Akshitha Sriraman awarded David J. Kuck Dissertation Prize for work on hyperscale web services

Her dissertation explores how to bridge computer architecture and software systems to tackle new challenges posed by massive web services.
Akshitha Sriraman
Akshitha Sriraman

CSE alum Akshitha Sriraman has been selected as the 2021 recipient of the David J. Kuck Dissertation Prize. Established by alum David J. Kuck, the annual award recognizes the most impactful PhD dissertation submitted by a student in the University of Michigan’s program in Computer Science and Engineering.

Sriraman graduated from U-M in 2021. Her dissertation, “Enabling Hyperscale Web Services,” explores how to bridge computer architecture and software systems to tackle new challenges posed by massive web services. 

Modern web services like social media, online messaging, web search, video streaming, and online banking need to support billions of users, requiring data centers that scale to hundreds of thousands of servers. Services and data centers of this size are often called hyperscale. This trend shows no sign of slowing, as more futuristic applications expand in use, such as virtual reality, self-driving cars, conversational AI, and the Internet of Things.

In her dissertation, Sriraman presented technologies to enable these burgeoning web services to “meet the world’s expectations.” She tackled two key challenges facing hyperscale web services – the rapid, sudden growth of data and user base, and the decline in hardware performance scaling.

“To enable this new hyperscale era, hardware architects must become more aware of hyperscale software needs and software researchers can no longer expect unlimited hardware performance scaling,” she wrote.

Sriraman argued that systems researchers will need to abandon the traditional approach of building each layer of the systems stack separately. Instead, “they must rethink the synergy between the software and hardware worlds from the ground up.”

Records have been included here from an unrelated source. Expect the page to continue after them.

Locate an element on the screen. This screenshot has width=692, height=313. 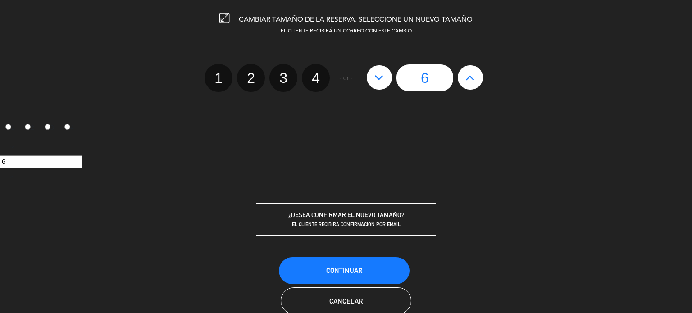
span: CAMBIAR TAMAÑO DE LA RESERVA. SELECCIONE UN NUEVO TAMAÑO is located at coordinates (356, 20).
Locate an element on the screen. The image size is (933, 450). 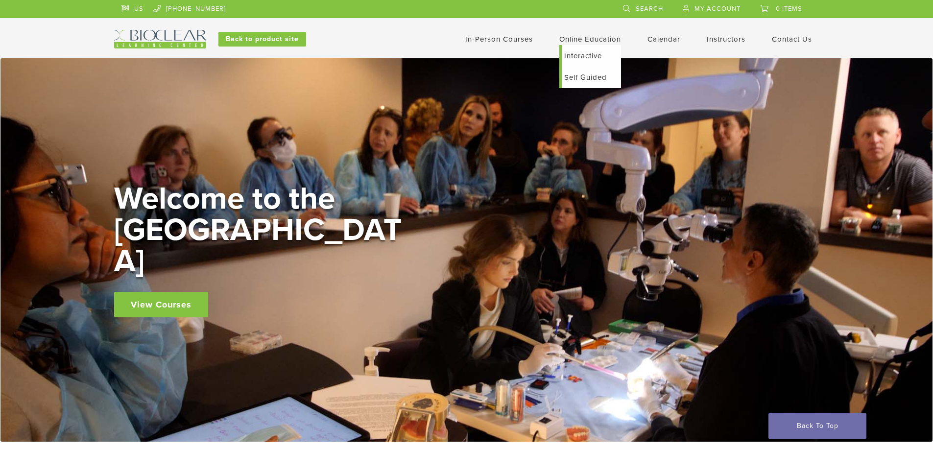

According to her dissertation, this synergy will involve software that is aware of new hardware constraints and hardware that is architected to efficiently support new hyperscale software requirements. The dissertation presents a number of mechanisms to address both prongs of this solution, and uses them to offer new insights into these problems. Her contributions include:

  • Presentation of the first open-source benchmark suite of end-to-end modern web services that facilitates future academic and industry research
  • Identification of new insights in the age-old research area of software threading models that led to redesigning threading models for hyperscale web services
  • Characterization of shortcomings in commodity hardware running hyperscale web services that influenced the design of commercial CPU architectures
  • Demonstration of how existing commodity hardware can be used more efficiently to enable hyperscale web services that resulted in real-world data centers prioritizing this approach’s adoption over the modern-day trend of customizing hardware
  • Demonstration of how existing hardware mechanisms can intelligently be used to overcome new web service software overheads
  • Presentation of a systematic understanding of hardware customization opportunities at hyperscale that enabled industry-academia joint benchmarking efforts, influenced commercial hardware design, and improved software development
  • Presentation of a rigorous, analytical alternative to ad hoc hardware customization approaches that enabled real-world hyperscale data centers to make well-informed hardware investments

Sriraman will begin as an Assistant Professor at Carnegie Mellon University in the Electrical and Computer Engineering Department in January, 2022. There, she continues her work on designing software that is aware of new hardware constraints/possibilities and architecting hardware that efficiently supports hyperscale software requirements.